When Steubenville last had a bishop, the diocese endured a financial scandal that violated the trust of many Catholics and likely scared some would-be Catholics away. There was an international pandemic that left Catholics worldwide feeling abandoned; and after the pandemic, some of them never returned. Despite this, Steubenville remains what it always has been: a vibrant and unique Appalachian diocese, sparsely populated, temporally poor, and spiritually rich—the periphery that Pope Francis has preached about throughout his entire pontificate. When Steubenville last had a bishop, the diocese endured a financial scandal that violated the trust of many Catholics and likely scared some would-be Catholics away.Tweet This
To merge for the reasons outlined in the report would be to destroy a diocese based on population trends. Relying on these projections, serious as they are, makes us sound more like fickle day traders than hopeful missionary disciples—more “Sell Dio-Steub before it goes to zero” and “Close on this merger while there’s still time” and less of an attitude motivated to “Go therefore and make disciples of all the nations, baptizing them in the name of the Father and the Son and the Holy Spirit.”

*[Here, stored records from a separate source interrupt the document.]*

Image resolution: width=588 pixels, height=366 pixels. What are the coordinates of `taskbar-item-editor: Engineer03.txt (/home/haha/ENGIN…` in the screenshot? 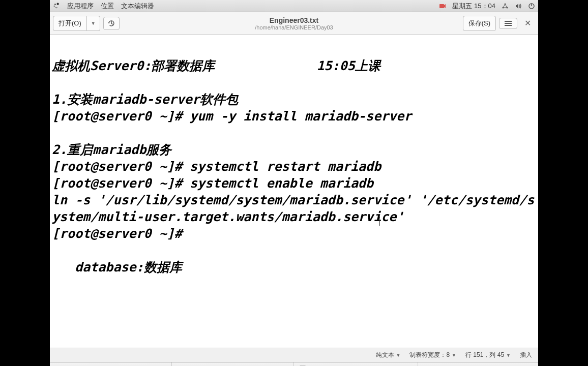 It's located at (356, 364).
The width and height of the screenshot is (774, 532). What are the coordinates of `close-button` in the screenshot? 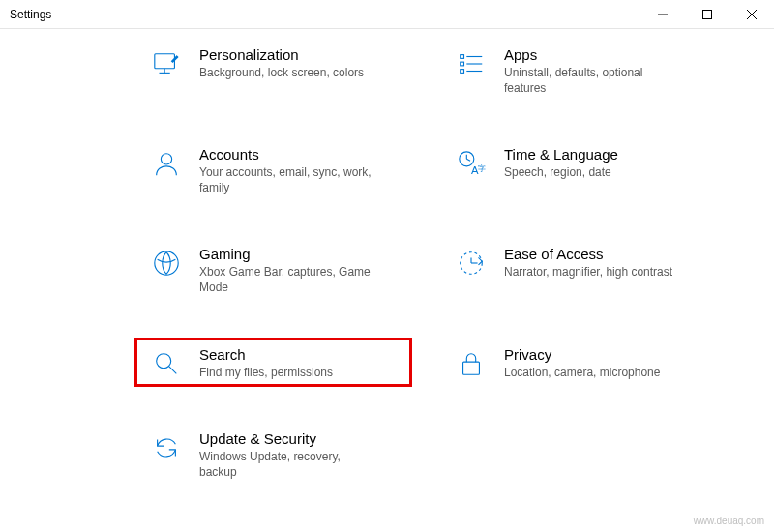 It's located at (752, 15).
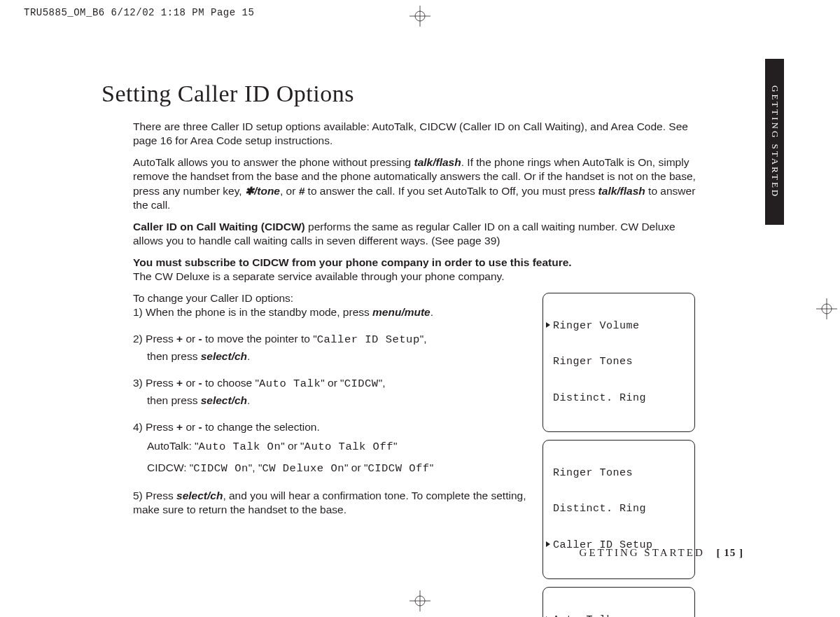 The width and height of the screenshot is (840, 617). I want to click on section-tab: GETTING STARTED, so click(774, 141).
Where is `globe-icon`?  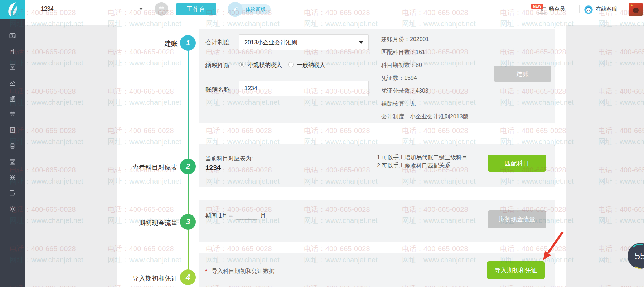 globe-icon is located at coordinates (13, 177).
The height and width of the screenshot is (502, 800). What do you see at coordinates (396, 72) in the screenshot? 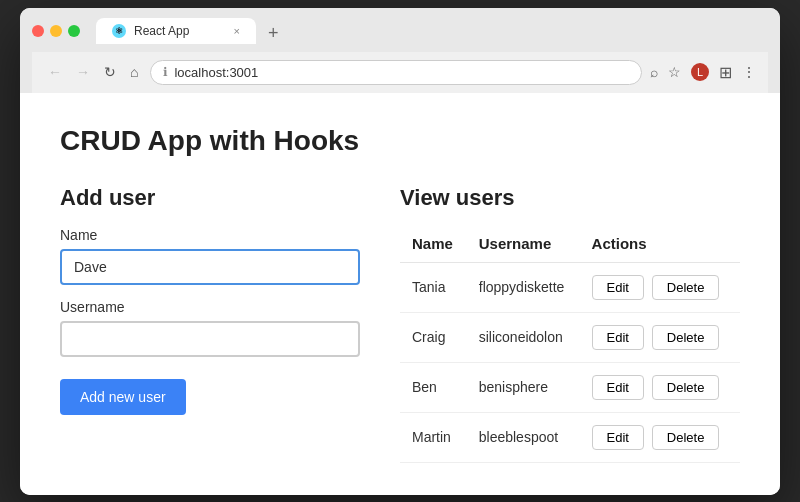
I see `url-bar: ℹ localhost:3001` at bounding box center [396, 72].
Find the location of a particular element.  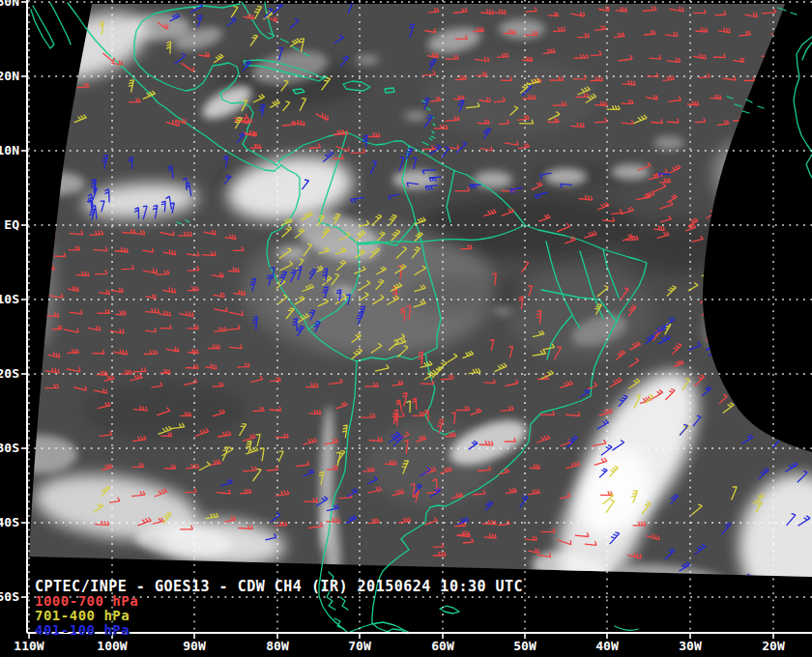

legend-mid-level: 701-400 hPa is located at coordinates (82, 615).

By my count, the report lists eighteen bullet points summarizing the Diocese of Steubenville’s needs regardless of a merger. Bishop Lohse and his consultors might have noticed that the list sorely needed one point: a bishop. Without bold leadership (or any leadership) to give direction, vision, and encouragement to the Steubenville faithful, can one expect anything but a steady decline? Mass time reductions, parish consolidations, evangelization campaigns, development efforts; these are serious decisions that require deep pastoral sensitivity. They are also the exact responsibility of a bishop. Tend the flock, feed the lambs.
Many of these issues could be addressed, some even solved, by the appointment of a dynamic bishop dedicated to and invested in doing the bittersweet work of a Fisher of Men as bishop of Steubenville. Is that to say a new bishop will solve all of Steubenville’s problems? No. Will a great bishop (which Fernandes is) already charged with tending the flock in Columbus solve Steubenville’s problems instead? Also no.
The defeatist outlook that the report presents reminds me of someone else who, while called to leadership, thought there was little use in persisting as he was. Simon Peter once said “Master, we’ve toiled all night and caught nothing.” Thankfully, he had the perseverance in faith to let down the nets at Christ’s word. Whatever the course, may God’s will be done. Let us pray for Church leadership at every level. In all things, may God be glorified.
I am sympathetic to the plight the author articulates, but I confess to being less sympathetic now than I would have been 6 years ago, when I started to realize that the clericalism inherent in the system was part of the problem. Good Catholics are trained in apologetics and will remind us that “we are a hierarchal church”, but that is often as excuse for lay people to bitch about poor leadership and do nothing.
You want a vibrant, growing diocese that lives and preaches the Gospel? You won’t get it from the bishops or even from the priests. Stop waiting for them to tell you what to do as if you don’t already know.
You don’t need a local bishop to live a holy Catholic life.
Rolex Reverends often make bad choices.
I hear there is a Bishop, by the name of Strickland, I believe, who is currently without a job. But then, appointing him to Steubenville would make way too much sense for our 21st century Church to countenance. 🙄
Little if anything really improves when a rural parish falls under the regime of an urban Bishop. Priests assigned to rural parishes that are often considered to be Siberia.